So You Want to be a Celebrity?

Stu Nettle picture
Stu Nettle (stunet)
Swellnet Dispatch

Yes, yes, this is an old article. Leading up to this years Rip Curl Pro I've decided to run some of the better stuff from last years competition. This editorial piece was published in the Surfpolitik column after the Rip Curl Pro last year.

 

Stuart Nettle May 8, 2009

"I wish Slater would piss off".

Ben and I had paddled out to a quiet bank at Thirteenth Beach during a layday of the Rip Curl Pro at Bells. The surf was 3'-4', good winds but the tide was still a bit high for the Beacon to be firing.

Nevertheless, we paddled out, and now we were paddling into, some nice, uncrowded waves. The word in the carpark was that Kelly Slater was gonna make a show and, twenty minutes into the session, looking down the beach, I saw a board flashing unnaturally fast, a huge plume of spray, and a well-tanned nude nut.

The three cameras on the beach trained in that direction confirmed what I already knew.

I mentioned it to Ben and he looked that way too. We carried on surfing.

But then Kelly changed banks and paddled our way, then stopped and sat up on his board almost between us. Now, I'm not the type to fawn so took the opposite tact, acting indifferent and aloof. Not that he was in the mood to chat mind you. From the glances I did steal he was the one putting up the barriers to us.

In fact, his blindness to us was rather alarming. Often if a stranger paddles nearby pleasantries are exchanged. A nod at the least. Yet despite the proximity, he appeared completely oblivious to our presence.

And then a peculiar thing happened.

Within minutes of Kelly paddling up to our quiet bank the amount of surfers in the water went from two to twenty two.

No-one was clearly stalking him, but everyone - all twenty of them - followed him up here from the other bank. It was incredible to watch. The way people positioned themselves so that they would be near him. Looking toward land and paddling, as if they were lining up their take-off points, yet always happening to be mere feet away. Just wanting to be near him. To be acknowledged by him. Affirmed by him.

All of a sudden the bank was very cramped.

Celebrity worship is an odd thing. I laugh smugly at the scandal rags reporting the latest gossip and at the sad sacks who read them. I jeer at the desperate folk filling the reality TV shows, and I seriously wonder about the state of the world when I see fans losing it outside red-carpet events like the Oscars or the Logies.

Yet if I'm truthful to myself I'm a victim of it also. When I first spotted him I admit I felt a jolt of excitement. And when he paddled near, I also admit that I was curious about him. Of course, the excitement and curiousity were hidden by a veneer of cool disinterest. However, that's a feigned reaction and just a clever facade.

I was, however you wanted to slice it, affected by his presence.

So here I was being tested and I clearly failed - I was affected by a famous person. All that seperated me from the people I despised was a subscription to TV Week and a few microwave dinners. And you could lay out an argument that I was less honest with my feelings than the TV Week freaks.

I wanted him to go. Not just to take the twenty hangers-on with him, but also to take the awkward thoughts his presence aroused.

Slater pissed off. Up to the next bank, taking the twenty people in tow, and leaving Ben and I to surf the uncrowded waves by our own anonymous selves.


What you need to do:
Start to finish, retype the entries exactly while omitting the pictures.

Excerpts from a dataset
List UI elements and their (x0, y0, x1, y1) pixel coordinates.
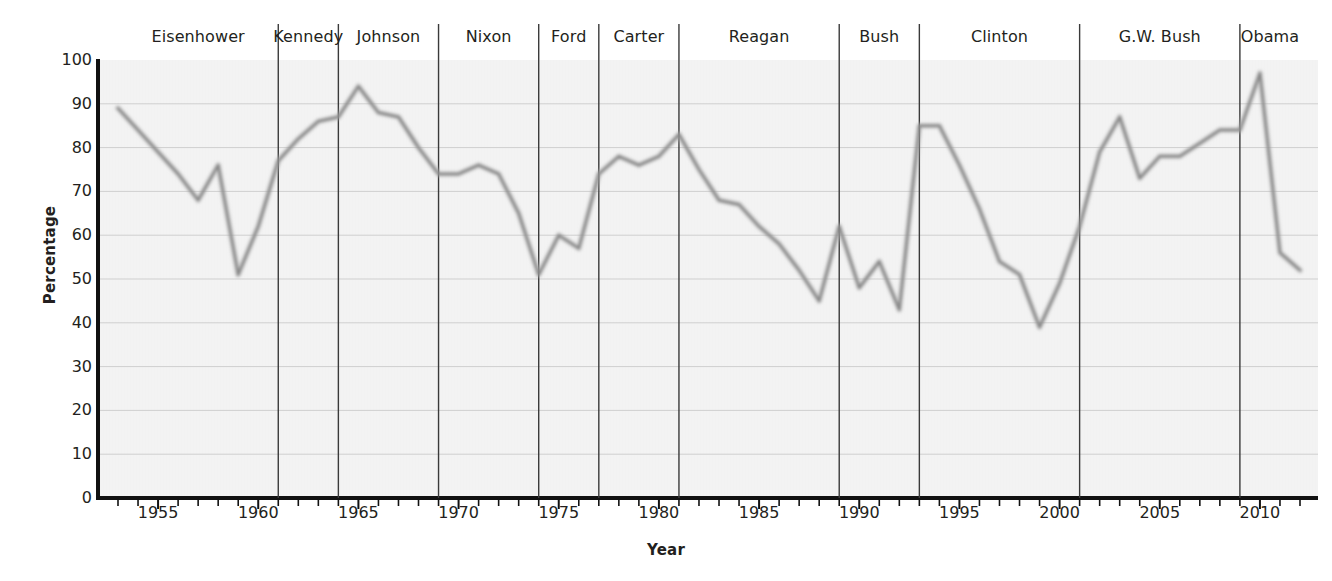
x-axis-tick-label: 1955 (138, 505, 179, 521)
x-axis-tick-label: 1970 (438, 505, 479, 521)
president-band-label: Bush (859, 28, 899, 46)
x-axis-tick-label: 1995 (939, 505, 980, 521)
x-axis-tick-label: 1990 (839, 505, 880, 521)
x-axis-tick-label: 2000 (1039, 505, 1080, 521)
line-chart-plot (0, 0, 1332, 581)
x-axis-tick-label: 1985 (739, 505, 780, 521)
president-band-label: G.W. Bush (1119, 28, 1201, 46)
president-band-label: Johnson (357, 28, 421, 46)
president-band-label: Eisenhower (151, 28, 244, 46)
president-band-label: Reagan (729, 28, 790, 46)
president-band-label: Obama (1241, 28, 1299, 46)
x-axis-tick-label: 1980 (639, 505, 680, 521)
president-band-label: Ford (551, 28, 586, 46)
president-band-label: Carter (613, 28, 664, 46)
x-axis-tick-label: 1960 (238, 505, 279, 521)
x-axis-tick-label: 2005 (1139, 505, 1180, 521)
x-axis-tick-label: 1965 (338, 505, 379, 521)
president-band-label: Kennedy (273, 28, 343, 46)
x-axis-tick-label: 2010 (1240, 505, 1281, 521)
president-band-label: Nixon (466, 28, 512, 46)
president-band-label: Clinton (971, 28, 1028, 46)
chart-figure: 0102030405060708090100 Percentage Year 1… (0, 0, 1332, 581)
x-axis-tick-label: 1975 (538, 505, 579, 521)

Task answer:
List UI elements and their (x0, y0, x1, y1) pixel coordinates.
x-axis-tick-label: 1955 (138, 505, 179, 521)
x-axis-tick-label: 1970 (438, 505, 479, 521)
president-band-label: Bush (859, 28, 899, 46)
x-axis-tick-label: 1995 (939, 505, 980, 521)
x-axis-tick-label: 1990 (839, 505, 880, 521)
x-axis-tick-label: 2000 (1039, 505, 1080, 521)
line-chart-plot (0, 0, 1332, 581)
x-axis-tick-label: 1985 (739, 505, 780, 521)
president-band-label: G.W. Bush (1119, 28, 1201, 46)
president-band-label: Johnson (357, 28, 421, 46)
president-band-label: Eisenhower (151, 28, 244, 46)
president-band-label: Reagan (729, 28, 790, 46)
president-band-label: Obama (1241, 28, 1299, 46)
x-axis-tick-label: 1980 (639, 505, 680, 521)
president-band-label: Ford (551, 28, 586, 46)
president-band-label: Carter (613, 28, 664, 46)
x-axis-tick-label: 1960 (238, 505, 279, 521)
x-axis-tick-label: 2005 (1139, 505, 1180, 521)
x-axis-tick-label: 1965 (338, 505, 379, 521)
president-band-label: Kennedy (273, 28, 343, 46)
x-axis-tick-label: 2010 (1240, 505, 1281, 521)
president-band-label: Nixon (466, 28, 512, 46)
president-band-label: Clinton (971, 28, 1028, 46)
chart-figure: 0102030405060708090100 Percentage Year 1… (0, 0, 1332, 581)
x-axis-tick-label: 1975 (538, 505, 579, 521)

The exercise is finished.